How managers prep for meetings

Managers spend 35 to 50 percent of their time in meetings. The difference between productive meetings and wasted ones usually comes down to preparation. An unprepared manager shows up, listens to updates they could have read, makes ad-hoc decisions without context, and leaves without clear next steps. A prepared manager arrives with a brief, drives toward decisions, and leaves with assigned action items. Prep does not need to be long, but it needs to happen.

Steps

1. Review the meeting purpose before anything else

Ask yourself: What is this meeting for? Decision, brainstorm, status update, or alignment? If you cannot answer, the meeting may not need to happen. If it does, the purpose shapes your prep: decisions need options and data, brainstorms need a clear prompt, status updates need a template.

2. Prepare your position on key decisions

For meetings where you will be asked to decide or weigh in, review the relevant data beforehand. Form a preliminary view so you are not processing information live. Note what additional information would change your position, and ask for it before the meeting.

3. Pull together open action items from previous meetings

Check your tracking list for any items assigned to this group or these attendees. Knowing what is still open prevents re-litigating old topics and holds people accountable. A life assistant can surface these from your action item list.

4. Draft desired outcomes and time limits for each agenda item

For each topic, write one sentence describing what ‘done’ looks like. Assign a time limit. Share this mini-agenda with attendees so they arrive aligned. This alone reduces meeting overrun by 20 to 30 percent.

Why use a life assistant for this?

A life assistant can generate per-meeting briefs with context, open action items, and desired outcomes. Managers prep for an entire day of meetings from one prompt instead of reviewing scattered notes for each session.

Frequently asked questions

How much time should managers spend prepping per meeting?

5 to 10 minutes for routine meetings, 15 to 30 minutes for high-stakes ones. The return on prep time is high: a 10-minute prep often saves 20 minutes in the meeting by avoiding tangents, missing context, and rehashed discussions.

What if I manage too many meetings to prep for all of them?

Prioritize meetings where you are the decision-maker or where outcomes directly affect your team. For the rest, delegate attendance or request a written summary. Not every meeting deserves your prep time, and recognizing that is a management skill.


◆ Exercise instructions: The records that follow should be copied out exactly, pictures excluded.
*** Block opens ***
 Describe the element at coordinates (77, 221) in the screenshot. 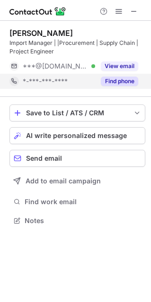

I see `button: Notes` at that location.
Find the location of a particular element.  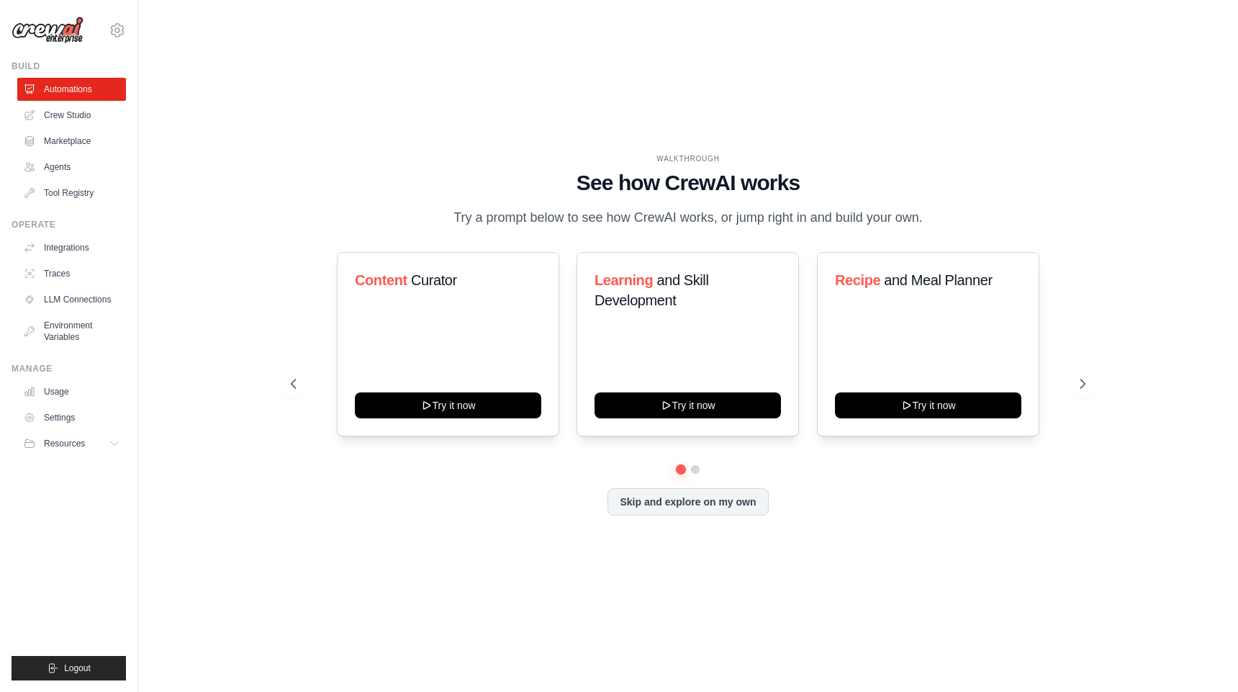

button: Resources is located at coordinates (71, 443).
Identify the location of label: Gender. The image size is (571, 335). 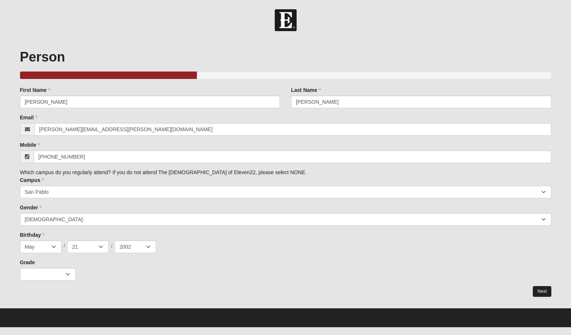
(31, 208).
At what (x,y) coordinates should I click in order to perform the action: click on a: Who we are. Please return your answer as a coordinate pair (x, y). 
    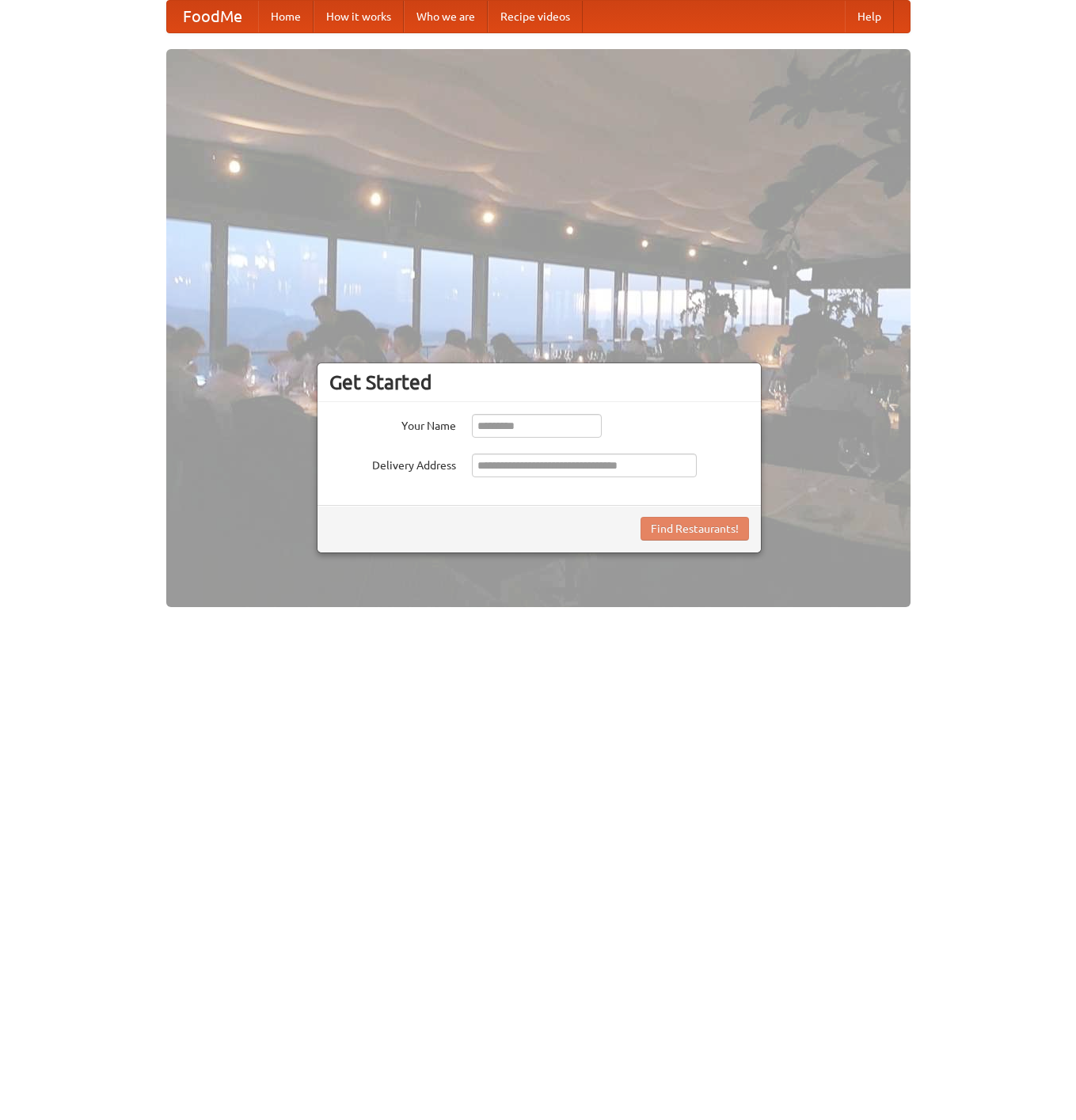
*** Block closes ***
◆ Exercise solution:
 Describe the element at coordinates (77, 221) in the screenshot. 

I see `button: Notes` at that location.
Find the location of a particular element.  

button: Resources is located at coordinates (71, 443).
Identify the location of label: Gender. The image size is (571, 335). 
(31, 208).
At what (x,y) coordinates should I click in order to perform the action: click on a: Who we are. Please return your answer as a coordinate pair (x, y). 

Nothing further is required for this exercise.